Dong Liang She—who goes by the first name Eric—of Ottawa-based IT consultancy DLS Technology (No. 484) did just that. She emigrated to Canada from China before starting the business, and, once he was here, relied on government services such as the Ontario Centres of Excellence and the Industrial Research Assistance Program, which he says helped him to get funding, find talent and connect with industry experts. He also attended as many free seminars as he could on everything from how to register the business to how to navigate government procurement channels.
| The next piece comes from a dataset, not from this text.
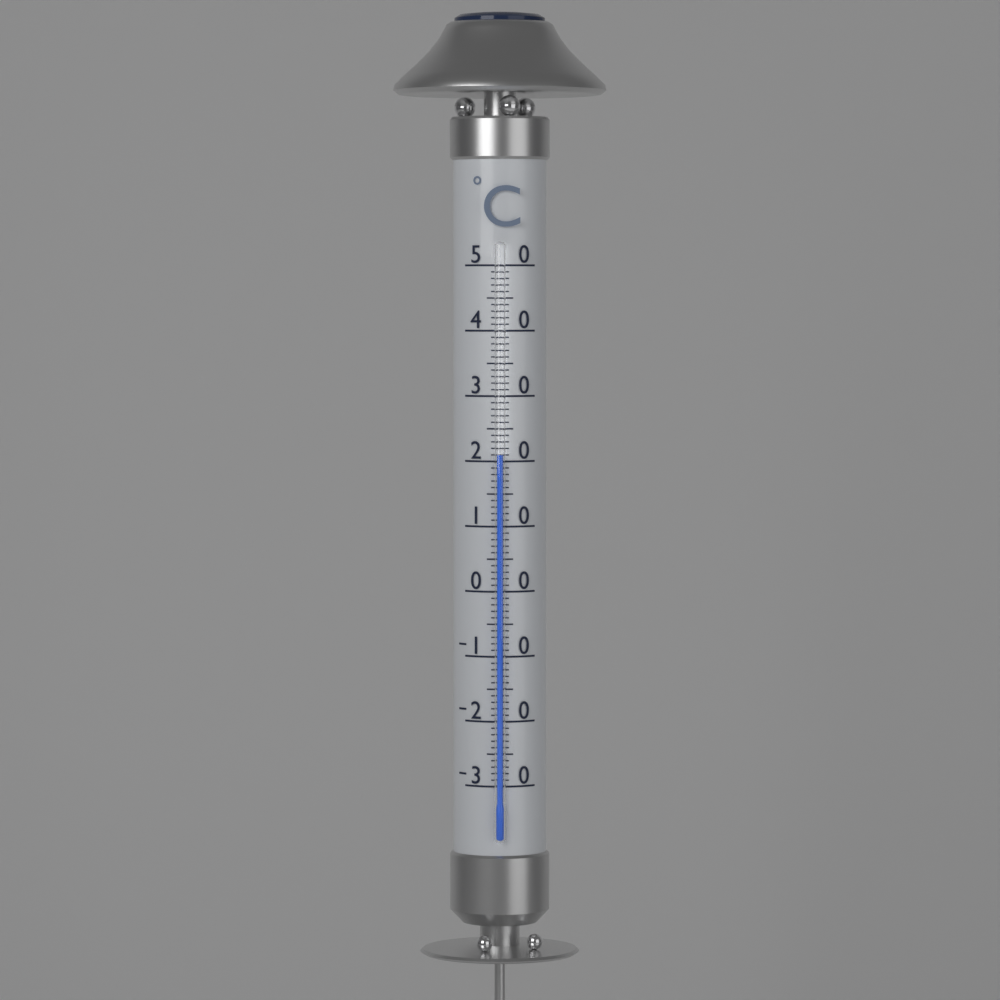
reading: 21 °C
She says that his use of these resources were key in DLS landing the Government of Canada as a client in 2007, which has resulted in a steady stream of large projects, including, most recently, the creation of a security device now used at Canadian embassies around the world.

Leverage your roots
Despite the barriers that befall foreign-born entrepreneurs, they have one thing that sets them above the rest: a deep awareness of the ins and outs of their home country. This is what Vadim Katcherovski calls his unfair advantage. “It’s something that you know or can do better than most people,” explains the CEO of Toronto-based software company Easy Projects (No. 337).

Because he was born in Belarus, Katcherovski knew the country’s IT scene was flourishing despite being under the international radar. Instead of hiring software developers in Toronto, he opened an office in his home country—where salaries are half the price—and hired more than 30 qualified employees to virtually work alongside his sales and marketing team in Toronto. “That was, and still is, our secret weapon,” he says. “I would not have been able to afford that level of talent here in Canada.”

Knowing how foreign markets work—and the specific opportunities within them—is a “game-changing” upper hand that’s more crucial than ever, says Wu: “The U.S. has been such an easy market to do business with that it has become the default. Now that things are becoming less predictable with our largest trading partner, many Canadians are realizing they don’t know how to do business outside of North America.” More proof of what Sinha has known all along: diversity can be a serious strength.